Delicate Arch Drawings

Nobody can appreciate the cliché of Delicate Arch like a St. Louisan. Saarinen’s Arch sits on the banks of the Mississippi like a giant billboard for the concept of The West—the high modern Manifest Destiny. 
 

The utter miracle of its construction, by which I do not mean the engineering feat (though surely it was that) but its brazen modernity in a place in love with 1904 (a subject for another day) has spawned a fantastic range of St. Louis metro logotypes. Arch this, arch that. Although after living near the thing for more than fifteen years now, I will say that that the object/building transcends the cliche of its image. It really is something to behold, especially in variable weather conditions.

The same is true of Delicate Arch, which as a factual matter is decidedly premodern. The geology of the Colorado Plateau is an interesting subject, to which I may return at some point. But from a cultural perspective, Delicate Arch is plastered all over everything. 

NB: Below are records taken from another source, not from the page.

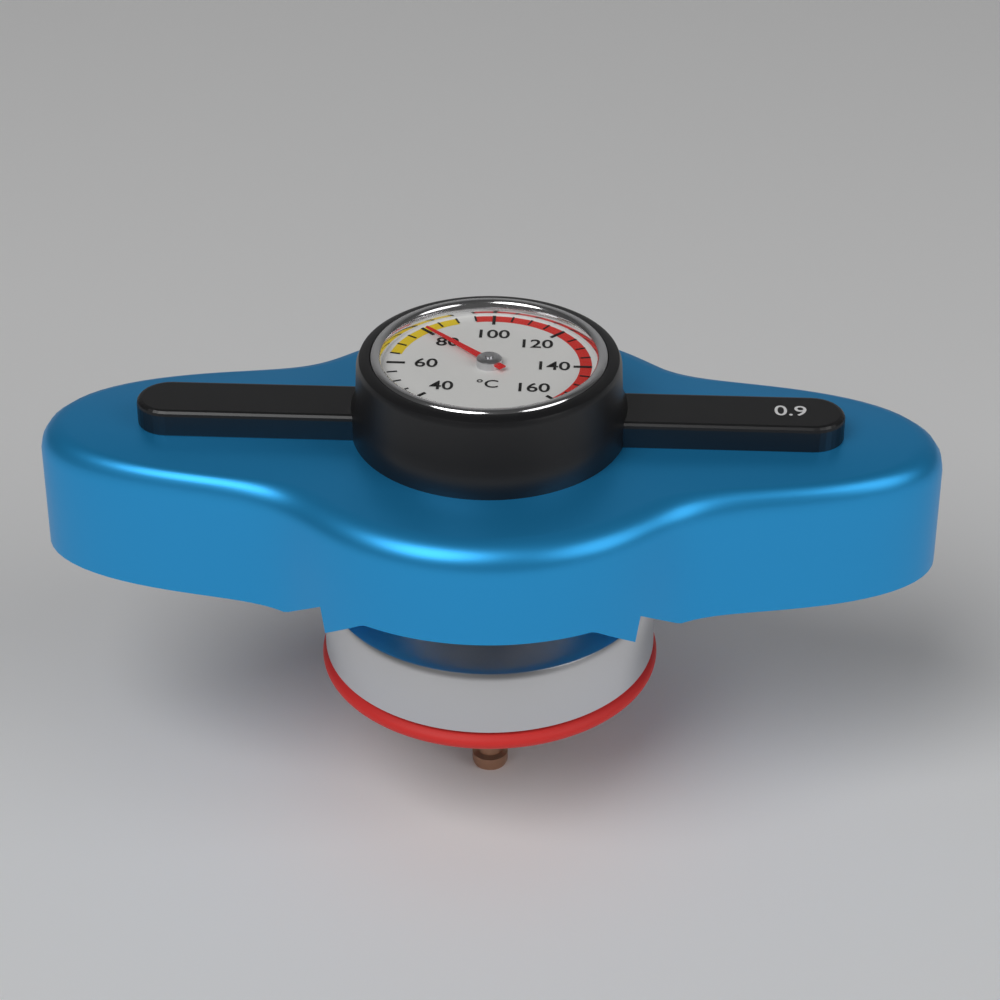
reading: 80 °C
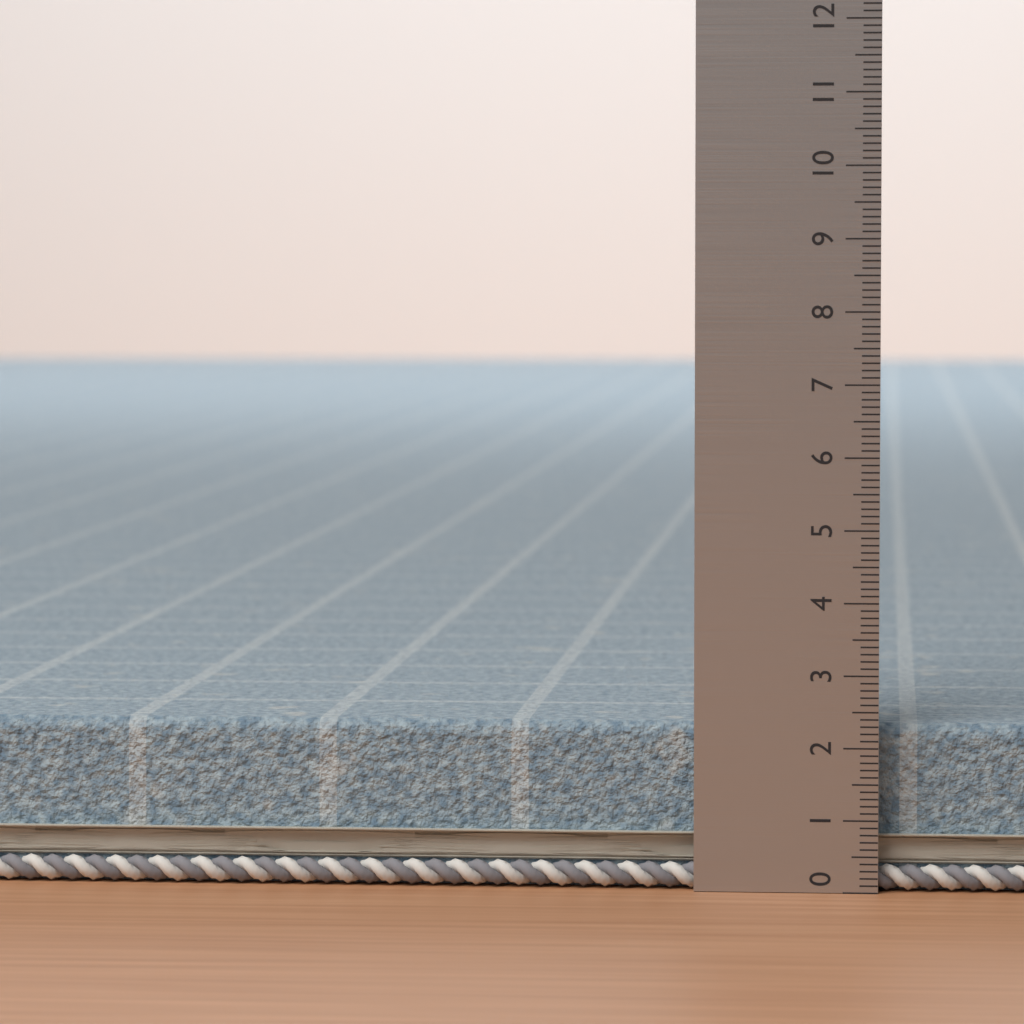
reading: 2.3 (no unit)
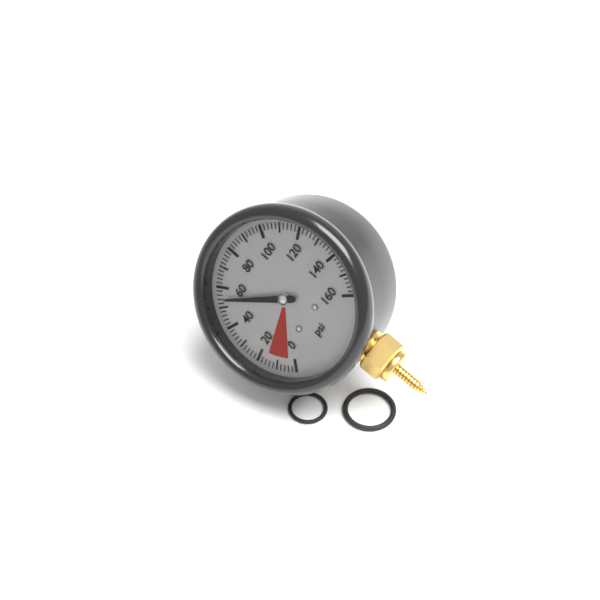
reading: 54 psi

Two days ago I made the hike to Delicate Arch, which was not especially challenging though there is a net gain of 480 feet from the trail head to the arch. It’s gorgeous, of course, not least because the arch is part of a huge sandstone fin that sticks out into the sky against a backdrop of older sandstone below it across the canyon, another ridge beyond that, and then the La Sal mountains in the far distance. 

But what I found most interesting as a subject was the transformation of the geological formation into a backdrop for photographs. People took turns walking up to stand beneath the arch as their friends waited to snap the I was here! shot. The light was going, so I had to work quickly to get the information down. From the beginning I wanted to try to get a panoramic view of the scene. I worked left to right in successive spreads. The first is at the top of the post, showing the arch and some of the people. There were more—a clump of them to the left that I didn’t have time to describe.

The middle section includes a group of people below me working on getting their shots of a middle distance view of the scene. The cast rotated. The rock features here are really abbreviated. I would have liked more time to work the space out, because it was quite dramatic. There is a sort of basin cut into the rock, producing a deep divide between the ledge the photographers are standing on and the rock beyond. Sort of like a third of a bathtub.

The last section is the most abbreviated, because I was running short on time if I hoped make the hike back to the trailhead in anything other than total darkness. (Very close, as it turned out. Only a quarter moon provided illumination for the last half-mile.) The ribbony passage in the upper left is the road in, the end of which marks the trailhead. There’s an indication of a bus in the lot. The crowd at the hike terminus came in part from a group of young people from New York and New Jersey who had been traveling the country all summer in that bus. This, I gathered, was their final stop. They were all over the place, and left ten minutes ahead of me to hike back. Lots of drama, including debates and rebukes about where they could and could not climb aroung. There was a ranger attached to the group who seemed a little exasperated. 

Of course all of the backstory information I got about the crowd I gathered through listening as I worked, somewhat frantically, to get the drawing in.